The British SAS have a famous saying: ‘Who Dares Wins’.
It means that those who have the audacity will succeed.
When it comes to investing, that audacity is also about being smart. Investing in the right instrument at the right time.
Around 2016, working in offshore finance, I had a stint working with a Bitcoin fund.
It was among the world’s first regulated funds to invest in the cryptocurrency.
Predictably, it did very well with performance of over 70% in 2016 alone. Though that was just getting started.
Bitcoin Fund office, Jersey, 2016. Source: Author
Back then, we saw unparalleled areas of upside despite Bitcoin’s risks and structural inadequacies:
- Lots of volatility and illiquidity in the market.
- Scant regulation and a chaotic environment.
- Upside as a medium of exchange (Microsoft, Expedia, Dell, Overstock, Virgin Galactic, and LOT Polish Airlines were early acceptors).
- Limited supply in a closing cap of 21 million coins (which is not expected to be fully reached until 2140).

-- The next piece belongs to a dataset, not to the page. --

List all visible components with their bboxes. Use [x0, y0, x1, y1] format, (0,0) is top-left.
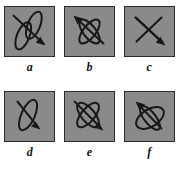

Of course, things changed as we went on.
Bitcoin did not become a popular medium of exchange because its feature as a speculative instrument took off.
By Christmas 2016, it had only reached the NZD equivalent of about $1,300 when people were talking about using Bitcoin as currency. Yet by early 2020, it had grown to over $10,000.
Late 2020 was when the action started happening. It took flight as a speculation on its hedge value against fiat currencies, reaching a high of over $85,000 by late 2021.
It was a case of ‘who dares wins’.
What happened in 2020–21?
Governments and central banks started ‘printing’ a lot of money to subsidise their Covid lockdowns.
Source: Google Finance
Today, I would not invest in Bitcoin personally.
No, sir. The risk is entirely different at around $50,000, compared to when I began working with it at $600. Nor at $10,000+ is it a realistic medium of exchange. And it has proven quite slow to transact anyway. Perhaps it’s a case of ‘who dares’ having already dared?
Some say Bitcoin may go to $80,000+ again. But at $50,000, that is riding enormous risk and potential total loss to possibly get 60%. The days of 9,000%+ are probably gone.
Today, Bitcoin seems a very high-risk speculative instrument without any asset backing. It faces wide competition from other emerging cryptocurrencies. And, at some point, likely regulation.
Yes, things have moved on. Now the ordinary investor needs to beware of dubious promoters seeking the johnny-come-latelies.
But there are some valuable lessons from the founders of this fund.
What exactly was in their background that drew them so magnetically to Bitcoin in 2016?
And where might the next interesting opportunity be emerging?